AUK award winner continues to deliver widescreen thrills from his sojourn in Arizona.
A chance meeting in Tucson a couple of years ago has led to an embarrassment of riches for Scottish artist Dean Owens. AUK has already related the tale of how Owens and Joey Burns of Calexico met up on a sun-blitzed afternoon, the encounter leading to a most fruitful collaboration on ‘Sinner’s Shrine‘, finally released to great acclaim last year. That album release was delayed due to Covid and in the interim Owens released his ‘Desert Trilogy’, three EP’s which previewed a song each from the album accompanied by others which didn’t make the final cut along with newer collaborations, recorded remotely.
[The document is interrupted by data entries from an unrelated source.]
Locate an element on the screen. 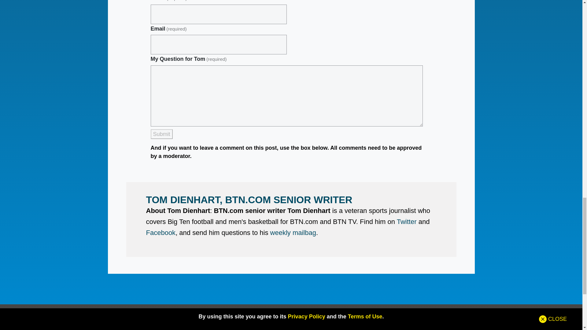 Image resolution: width=587 pixels, height=330 pixels. Icon-base-btn-plus-mobile is located at coordinates (18, 54).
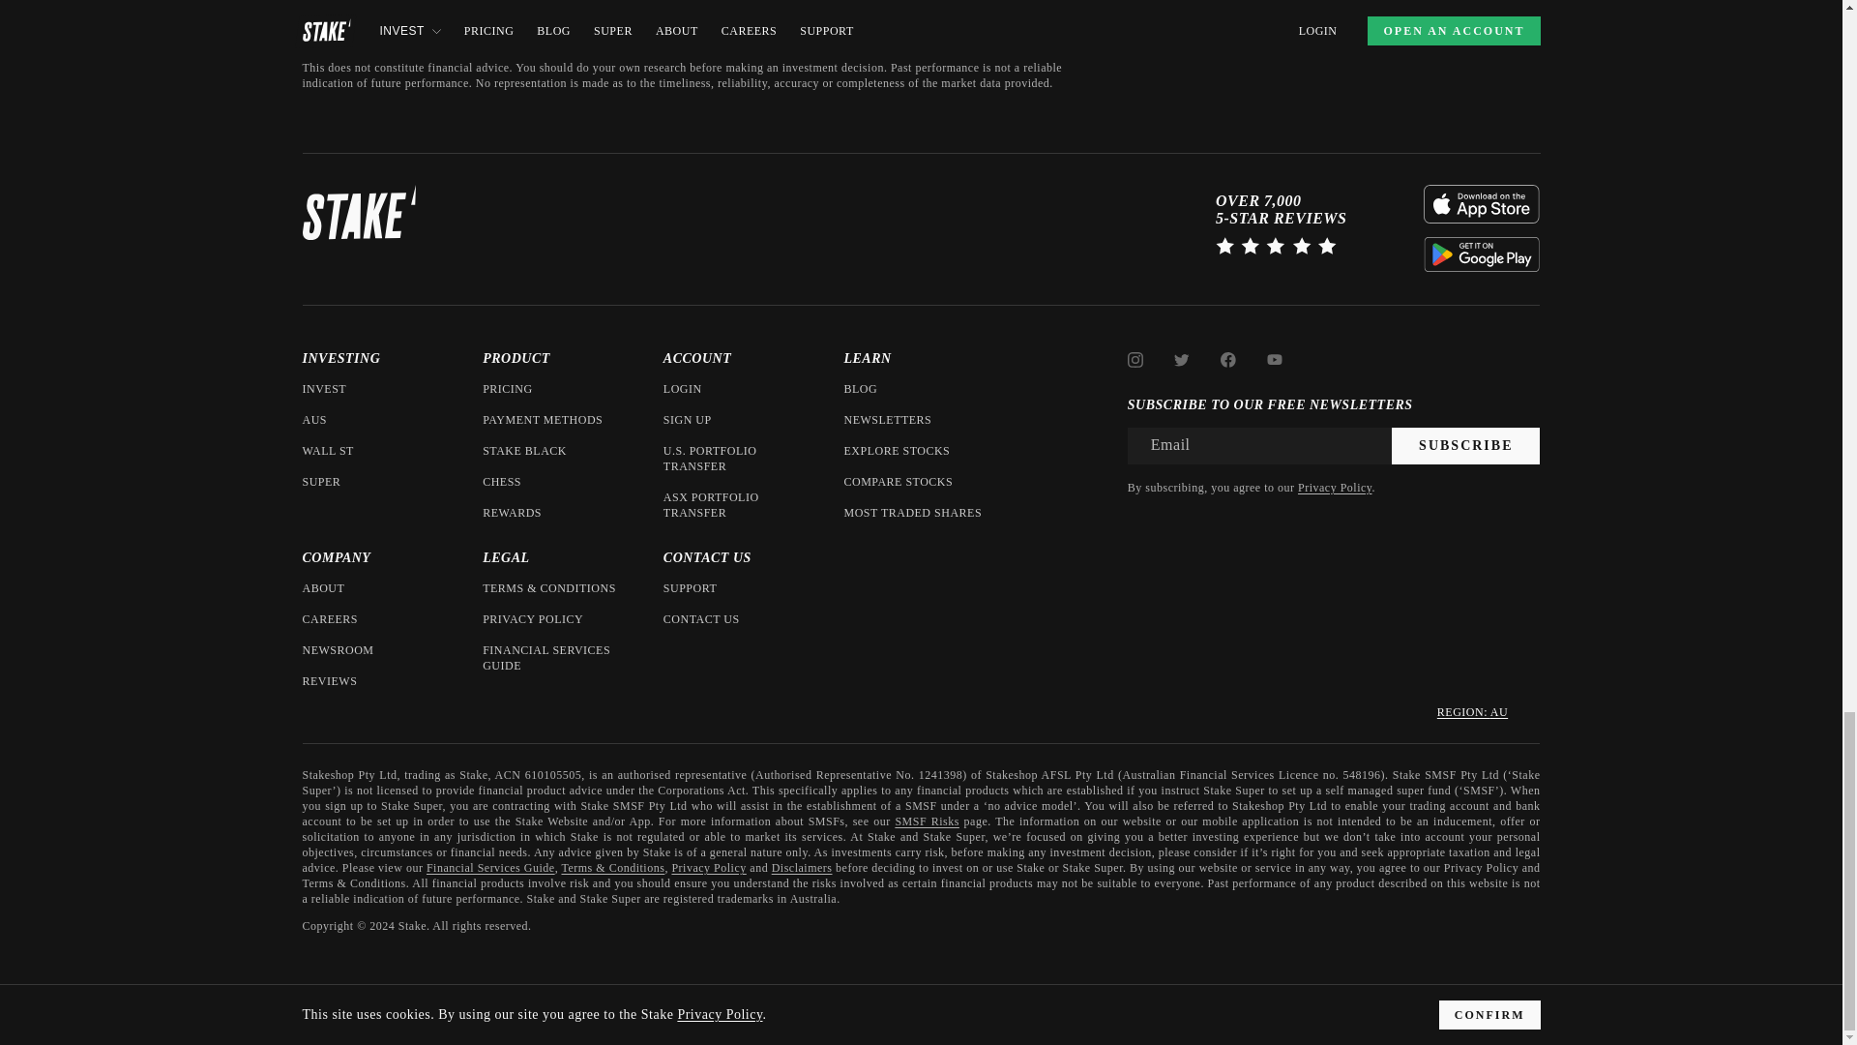 The width and height of the screenshot is (1857, 1045). What do you see at coordinates (508, 389) in the screenshot?
I see `PRICING` at bounding box center [508, 389].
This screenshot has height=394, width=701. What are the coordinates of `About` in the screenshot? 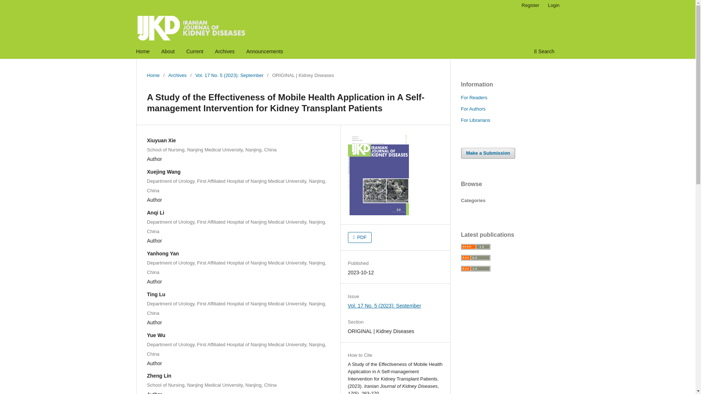 It's located at (168, 52).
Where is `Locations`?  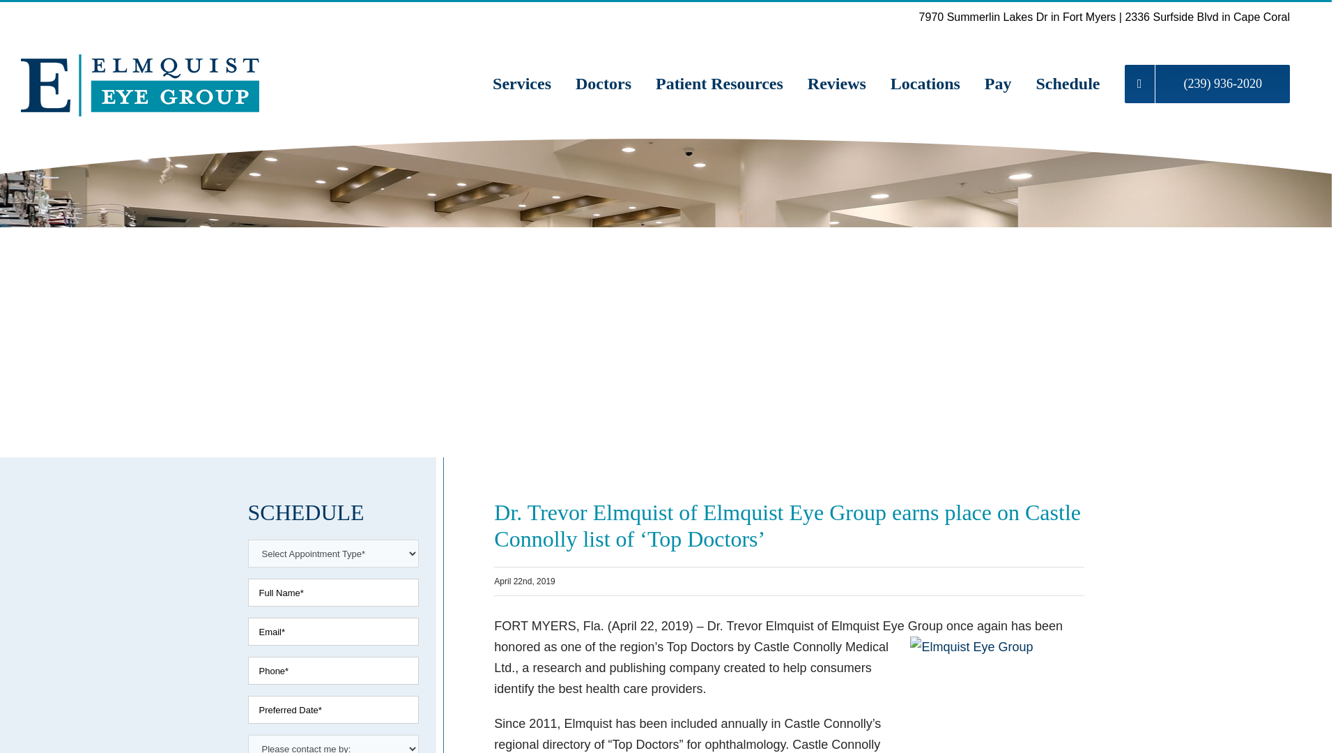
Locations is located at coordinates (926, 84).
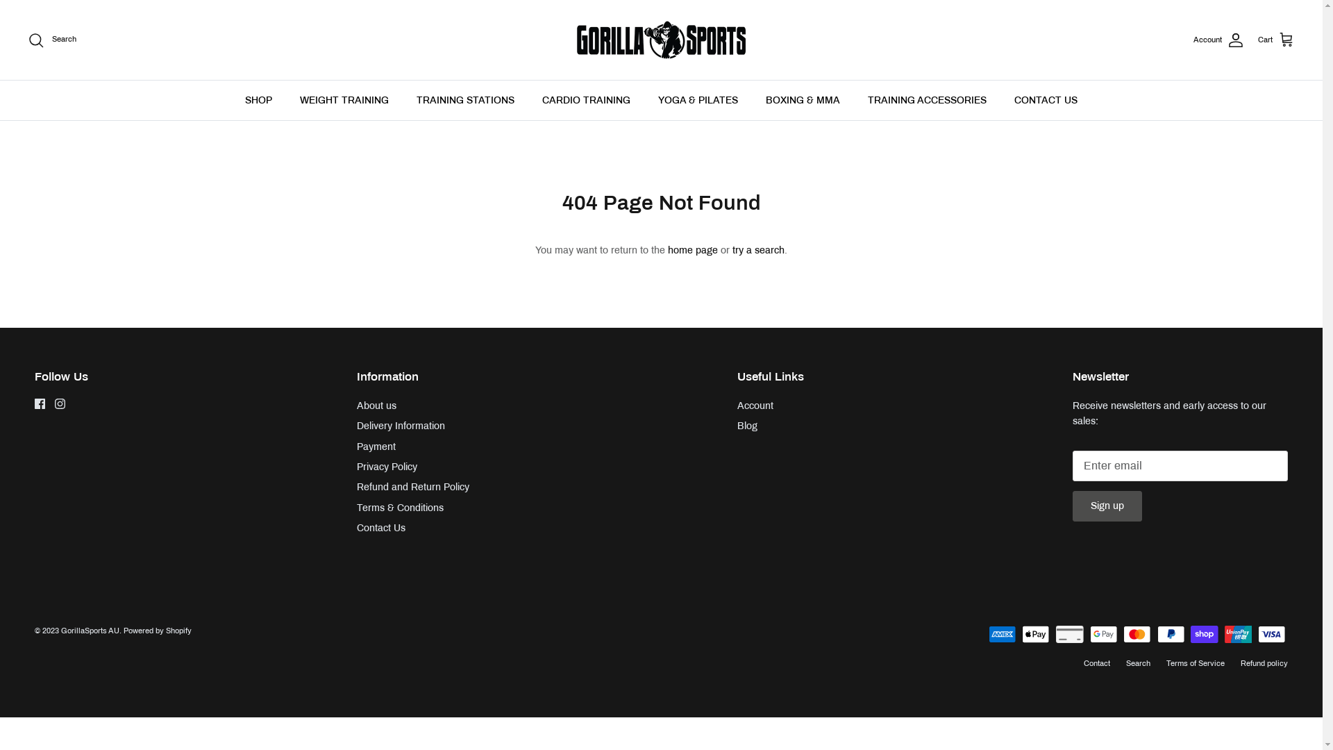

‘El Tiradito’, a two-disc CD set, is the latest result of that encounter to be released. It collects the non-album songs from the trilogy (the limited run of the discs having long sold out) and adds a couple of Owens’ home demos of songs destined to end up on ‘Sinner’s Shrine’ all on disc one. Disc two is the icing on the cake however as Owens and his Tucson buddies offer up what he calls “an instrumental soundtrack for an imaginary western” inspired by the bloody legend of Tucson’s actual sinner’s shrine.
Listening to disc one, one wonders how and why several of these songs didn’t make the final cut for ‘Sinner’s Shrine’. ‘Dolina’ and ‘Ashes & Dust’ especially stand out with both of them bristling with the desert noire menace and romance one associates with Calexico when they stride out along their crystal frontier. ‘Mother Road’, inspired by a 93 year old barber who had a shop on Route 66, a road now seldom travelled once the Interstate opened, is quietly majestic in its sepia-stained splendour, the pedal steel almost weeping. An alternate take of ‘She Was A Raven’ is quite unhinged as Jacob Valenzuela’s rip-snorting trumpet trills and Joey Burn’s scathing guitar solo add up to an almighty rumble. Tucked away at the end is, of course, ‘The End’. Here Owens digs into the existential angst of a murderer on his way to the gallows quite brilliantly with the band adding an appropriate mournful accompaniment. The two home demos which complete the disc are quite intriguing as they show Owens building the basic bones of ‘La Lomita’ and ‘The Hopeless Ghosts’ and making a mighty fine fist of it. No wonder Joey Burns was impressed when they arrived in his inbox and they are a fine insight to the birth of these songs.
On to disc two and it’s quite the delight. Here Owens indulges in his love of Morricone and spaghetti westerns and gets an opportunity to fully display his whistling skills. It might seem odd to mention such a skill but he is a grand whistler. If you have admired the likes of Bernard Herman’s ‘Twisted Nerve’ – used in several movies, most famously in ‘Kill Bill’, then you’ll appreciate Owens’s pursed lips here. John Convertino’s unmistakable drumming, never overstated, powers the tunes while whiplash guitar from Naim Amor and glorious trumpet from Martin Wenk add the necessary drama. Ranging from the galloping ‘A Bullet And A Silver Coin’ to the miasmatic dread of ‘The Rain That Never Lands’, a tune definitely deserving of a wide-screen delivery, this imaginary soundtrack just begs for someone to make such a movie. If this is the final curtain for Owens’ Tucson episode then he’s certainly going out with a bang.